Release Date – 9th January 2026, Cert – 12, Run-time – 1 hour 50 minutes, Director – Hikari
Small-time American actor Phillip (Brendan Fraser) gets a job working for a Tokyo-based company which sends people out to play small, often unknown, roles in strangers lives.
Because of the way in which UK awards releases still tend to work Rental Family finds itself with an early-January release date. That almost seems to be the perfect place for it. Not because it’s bad or a faded awards contender, or an abandoned studio horror, but because it feels like the perfect way to start the new year, with a warming hopeful tone.
The film is as gentle and soft-spoken as Brendan Fraser’s lead character, Phillip Vandarpleog. A kind, mild-mannered small-time American actor living in Japan, occasionally recognised for starring in a toothpaste advert. While waiting for a big opportunity Phillip is invited for a small role as ‘Sad American’, being thrown in to a funeral with no script or idea what’s happening. It’s not long until he’s hired by Rental Family company owner Shinji (Takehiro Hira) as the ‘token white guy’, being sent out to play small roles in people’s lives, often unknown to them after having been hired by a friend or family member. Whether it be interviewing a forgotten actor (Akira Emoto) for a pretend magazine or spending an hour or two playing video games with someone “sometimes all we need is for someone to look us in the eye and remind us we exist.”
The main role we see Phillip take on is as a father figure for young girl Mia (Shannon Mahina Gorman) in order to help her mother (Shino Shinozaki) get her into an esteemed school. However, as a bond starts to form between Phillip and Mia – creating some truly wonderful, thoughtfully-scripted interactions, including at a Monster Cat Festival – he starts to question the moral side of the work he’s been doing – as does colleague Aiko (a likable, if slightly underseen, Mari Yamamoto) who’s largely sent out to cover up affairs for cheating husbands. Co-writer (alongside Stephen Blahut) and director Hikari, with the help of editors Alan Baumgarten and Thomas A. Krueger, manages to take us from joy to disappointment and empathy to wonder-induced emotion seamlessly. The emotional course of Rental Family is consistently fluid and the run-time itself passes by quickly and with ease, in part because of the gentleness on display.

There’s a genuine heartfelt nature to everything we see, much of which is caught in Fraser’s wonderful, restrained central performance. It’s through him that most of the relationships and lives touched are seen, and the balance between the different characters and ‘roles’ Phillip takes on is well maintained whilst keeping the focus on Mia, who creates the most confliction in the lead as to what his temporary roles are actually doing.
Yet, even during these questions and the more emotional sequences I still found myself with a warm smile on my face simply from the joy of the film as a whole. The embrace that it creates for both the characters and the audience is close and comforting. Holding engagement and bringing in a number of good-natured laughs along the way. Not only is this a film that’s heart is in the right place, but it’s one that manages to do something with that, to. With the on-screen cast pushing the positive sides of the work we see the Rental Family group do in the core ideas of the film.
Rental Family was shown towards the end of this year’s London Film Festival. After over a week tiredness had well and truly started to settle in. By this stage it’s difficult to not find your head slightly nodding even at the best, and sometimes loudest, of films. Rental Family held me from start to finish with no risk of tiredness at all. Simply from the heartful emotion and gentleness that’s on display. It’s a positive, welcoming note to open the year on when the film finally releases in January. One to simply make us feel something, including a bit less alone whilst in its company.
Gentle and genuinely heartfelt, Rental Family flows through its emotions with ease and without feeling overcrowded. Brendan Fraser leads perfectly with a soft-spoken performance that captures so much of the films infectious warmth and positivity, even amongst the moral questions that the characters face.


# [WHAT IS EXPECTED]
Write down every entry once more, exactly as it reads.

[Extracted records]
========================================================================
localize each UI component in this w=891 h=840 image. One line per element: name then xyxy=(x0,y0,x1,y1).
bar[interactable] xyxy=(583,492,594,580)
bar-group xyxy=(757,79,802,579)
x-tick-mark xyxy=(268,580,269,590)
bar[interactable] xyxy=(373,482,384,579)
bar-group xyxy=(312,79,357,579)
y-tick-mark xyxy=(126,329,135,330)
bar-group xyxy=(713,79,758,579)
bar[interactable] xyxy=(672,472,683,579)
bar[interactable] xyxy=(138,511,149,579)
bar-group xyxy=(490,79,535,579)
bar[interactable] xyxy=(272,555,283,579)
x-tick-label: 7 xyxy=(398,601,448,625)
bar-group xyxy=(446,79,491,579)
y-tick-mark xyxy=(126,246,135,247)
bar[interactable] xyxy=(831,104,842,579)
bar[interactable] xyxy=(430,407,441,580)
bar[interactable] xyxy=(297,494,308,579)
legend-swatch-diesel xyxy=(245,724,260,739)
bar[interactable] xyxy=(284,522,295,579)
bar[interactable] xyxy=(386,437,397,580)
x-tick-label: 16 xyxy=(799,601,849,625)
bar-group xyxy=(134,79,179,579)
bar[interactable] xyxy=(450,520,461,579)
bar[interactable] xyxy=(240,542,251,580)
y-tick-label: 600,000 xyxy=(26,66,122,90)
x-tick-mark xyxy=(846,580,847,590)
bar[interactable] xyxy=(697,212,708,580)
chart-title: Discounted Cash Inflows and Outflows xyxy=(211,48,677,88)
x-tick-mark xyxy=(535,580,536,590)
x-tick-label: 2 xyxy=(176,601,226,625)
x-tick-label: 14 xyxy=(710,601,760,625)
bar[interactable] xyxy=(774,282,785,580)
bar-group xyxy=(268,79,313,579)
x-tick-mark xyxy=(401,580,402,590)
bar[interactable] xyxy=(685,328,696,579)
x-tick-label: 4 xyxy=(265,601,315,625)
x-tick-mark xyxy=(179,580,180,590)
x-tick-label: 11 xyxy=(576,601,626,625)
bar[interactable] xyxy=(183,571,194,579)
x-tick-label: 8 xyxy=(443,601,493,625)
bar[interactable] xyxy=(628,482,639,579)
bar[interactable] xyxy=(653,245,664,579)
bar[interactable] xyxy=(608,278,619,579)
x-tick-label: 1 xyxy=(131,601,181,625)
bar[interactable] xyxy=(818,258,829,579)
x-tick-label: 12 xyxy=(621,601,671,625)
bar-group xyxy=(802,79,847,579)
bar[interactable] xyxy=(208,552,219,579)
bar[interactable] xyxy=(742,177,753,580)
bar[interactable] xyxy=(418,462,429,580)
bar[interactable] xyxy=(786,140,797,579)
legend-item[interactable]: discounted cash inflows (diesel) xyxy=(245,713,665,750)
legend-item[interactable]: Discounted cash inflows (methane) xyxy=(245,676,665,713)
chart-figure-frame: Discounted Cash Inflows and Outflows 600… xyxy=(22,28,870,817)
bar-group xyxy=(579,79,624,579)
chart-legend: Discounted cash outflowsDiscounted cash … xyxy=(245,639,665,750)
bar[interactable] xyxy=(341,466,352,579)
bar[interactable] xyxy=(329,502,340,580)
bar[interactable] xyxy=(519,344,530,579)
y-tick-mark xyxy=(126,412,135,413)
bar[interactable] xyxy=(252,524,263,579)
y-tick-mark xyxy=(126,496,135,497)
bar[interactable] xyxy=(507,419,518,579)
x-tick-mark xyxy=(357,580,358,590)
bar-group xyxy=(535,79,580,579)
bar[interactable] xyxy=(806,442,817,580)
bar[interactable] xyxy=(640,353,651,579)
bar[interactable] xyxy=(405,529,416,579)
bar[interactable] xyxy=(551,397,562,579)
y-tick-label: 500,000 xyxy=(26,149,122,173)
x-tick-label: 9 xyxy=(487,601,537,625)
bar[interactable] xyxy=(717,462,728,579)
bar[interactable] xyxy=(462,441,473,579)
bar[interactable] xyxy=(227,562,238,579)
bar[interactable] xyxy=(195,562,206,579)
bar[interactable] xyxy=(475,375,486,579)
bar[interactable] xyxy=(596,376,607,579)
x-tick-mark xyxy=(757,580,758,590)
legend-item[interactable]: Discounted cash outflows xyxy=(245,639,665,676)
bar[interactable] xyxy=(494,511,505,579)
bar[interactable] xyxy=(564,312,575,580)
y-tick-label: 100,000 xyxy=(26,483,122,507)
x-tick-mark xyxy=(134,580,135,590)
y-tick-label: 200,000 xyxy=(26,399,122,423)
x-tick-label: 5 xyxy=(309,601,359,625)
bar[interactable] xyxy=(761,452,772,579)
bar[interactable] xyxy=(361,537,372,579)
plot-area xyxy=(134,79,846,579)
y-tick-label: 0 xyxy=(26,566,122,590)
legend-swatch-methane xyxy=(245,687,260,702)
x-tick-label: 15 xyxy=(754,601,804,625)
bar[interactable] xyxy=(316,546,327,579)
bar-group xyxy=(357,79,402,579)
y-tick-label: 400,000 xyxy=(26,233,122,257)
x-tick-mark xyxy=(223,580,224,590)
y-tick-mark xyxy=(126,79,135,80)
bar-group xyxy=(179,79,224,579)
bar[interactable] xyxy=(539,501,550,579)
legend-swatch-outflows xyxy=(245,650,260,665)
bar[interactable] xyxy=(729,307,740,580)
========================================================================
# [TASK RESPONSE]
localize each UI component in this w=891 h=840 image. One line per element: name then xyxy=(x0,y0,x1,y1).
bar[interactable] xyxy=(583,492,594,580)
bar-group xyxy=(757,79,802,579)
x-tick-mark xyxy=(268,580,269,590)
bar[interactable] xyxy=(373,482,384,579)
bar-group xyxy=(312,79,357,579)
y-tick-mark xyxy=(126,329,135,330)
bar-group xyxy=(713,79,758,579)
bar[interactable] xyxy=(672,472,683,579)
bar[interactable] xyxy=(138,511,149,579)
bar-group xyxy=(490,79,535,579)
bar[interactable] xyxy=(272,555,283,579)
x-tick-label: 7 xyxy=(398,601,448,625)
bar-group xyxy=(446,79,491,579)
y-tick-mark xyxy=(126,246,135,247)
bar[interactable] xyxy=(831,104,842,579)
bar[interactable] xyxy=(430,407,441,580)
bar[interactable] xyxy=(297,494,308,579)
legend-swatch-diesel xyxy=(245,724,260,739)
bar[interactable] xyxy=(284,522,295,579)
bar[interactable] xyxy=(386,437,397,580)
x-tick-label: 16 xyxy=(799,601,849,625)
bar-group xyxy=(134,79,179,579)
bar[interactable] xyxy=(450,520,461,579)
bar[interactable] xyxy=(240,542,251,580)
y-tick-label: 600,000 xyxy=(26,66,122,90)
x-tick-mark xyxy=(846,580,847,590)
bar[interactable] xyxy=(697,212,708,580)
chart-title: Discounted Cash Inflows and Outflows xyxy=(211,48,677,88)
x-tick-mark xyxy=(535,580,536,590)
x-tick-label: 2 xyxy=(176,601,226,625)
x-tick-label: 14 xyxy=(710,601,760,625)
bar[interactable] xyxy=(774,282,785,580)
bar-group xyxy=(268,79,313,579)
x-tick-mark xyxy=(401,580,402,590)
bar[interactable] xyxy=(685,328,696,579)
x-tick-label: 4 xyxy=(265,601,315,625)
x-tick-mark xyxy=(179,580,180,590)
x-tick-label: 11 xyxy=(576,601,626,625)
bar[interactable] xyxy=(183,571,194,579)
x-tick-label: 8 xyxy=(443,601,493,625)
bar[interactable] xyxy=(628,482,639,579)
bar[interactable] xyxy=(653,245,664,579)
bar[interactable] xyxy=(608,278,619,579)
x-tick-label: 1 xyxy=(131,601,181,625)
bar[interactable] xyxy=(818,258,829,579)
x-tick-label: 12 xyxy=(621,601,671,625)
bar-group xyxy=(802,79,847,579)
bar[interactable] xyxy=(208,552,219,579)
bar[interactable] xyxy=(742,177,753,580)
bar[interactable] xyxy=(418,462,429,580)
bar[interactable] xyxy=(786,140,797,579)
legend-item[interactable]: discounted cash inflows (diesel) xyxy=(245,713,665,750)
legend-item[interactable]: Discounted cash inflows (methane) xyxy=(245,676,665,713)
chart-figure-frame: Discounted Cash Inflows and Outflows 600… xyxy=(22,28,870,817)
bar-group xyxy=(579,79,624,579)
chart-legend: Discounted cash outflowsDiscounted cash … xyxy=(245,639,665,750)
bar[interactable] xyxy=(341,466,352,579)
bar[interactable] xyxy=(329,502,340,580)
bar[interactable] xyxy=(519,344,530,579)
y-tick-mark xyxy=(126,412,135,413)
bar[interactable] xyxy=(252,524,263,579)
y-tick-mark xyxy=(126,496,135,497)
bar[interactable] xyxy=(507,419,518,579)
x-tick-mark xyxy=(357,580,358,590)
bar-group xyxy=(535,79,580,579)
bar[interactable] xyxy=(806,442,817,580)
bar[interactable] xyxy=(640,353,651,579)
bar[interactable] xyxy=(405,529,416,579)
bar[interactable] xyxy=(551,397,562,579)
y-tick-label: 500,000 xyxy=(26,149,122,173)
x-tick-label: 9 xyxy=(487,601,537,625)
bar[interactable] xyxy=(717,462,728,579)
bar[interactable] xyxy=(462,441,473,579)
bar[interactable] xyxy=(227,562,238,579)
bar[interactable] xyxy=(195,562,206,579)
bar[interactable] xyxy=(475,375,486,579)
bar[interactable] xyxy=(596,376,607,579)
x-tick-mark xyxy=(757,580,758,590)
legend-item[interactable]: Discounted cash outflows xyxy=(245,639,665,676)
bar[interactable] xyxy=(494,511,505,579)
bar[interactable] xyxy=(564,312,575,580)
y-tick-label: 100,000 xyxy=(26,483,122,507)
x-tick-mark xyxy=(134,580,135,590)
y-tick-label: 200,000 xyxy=(26,399,122,423)
x-tick-label: 5 xyxy=(309,601,359,625)
bar[interactable] xyxy=(761,452,772,579)
bar[interactable] xyxy=(361,537,372,579)
plot-area xyxy=(134,79,846,579)
y-tick-label: 0 xyxy=(26,566,122,590)
legend-swatch-methane xyxy=(245,687,260,702)
x-tick-label: 15 xyxy=(754,601,804,625)
bar[interactable] xyxy=(316,546,327,579)
bar-group xyxy=(357,79,402,579)
y-tick-label: 400,000 xyxy=(26,233,122,257)
x-tick-mark xyxy=(223,580,224,590)
y-tick-mark xyxy=(126,79,135,80)
bar-group xyxy=(179,79,224,579)
bar[interactable] xyxy=(539,501,550,579)
legend-swatch-outflows xyxy=(245,650,260,665)
bar[interactable] xyxy=(729,307,740,580)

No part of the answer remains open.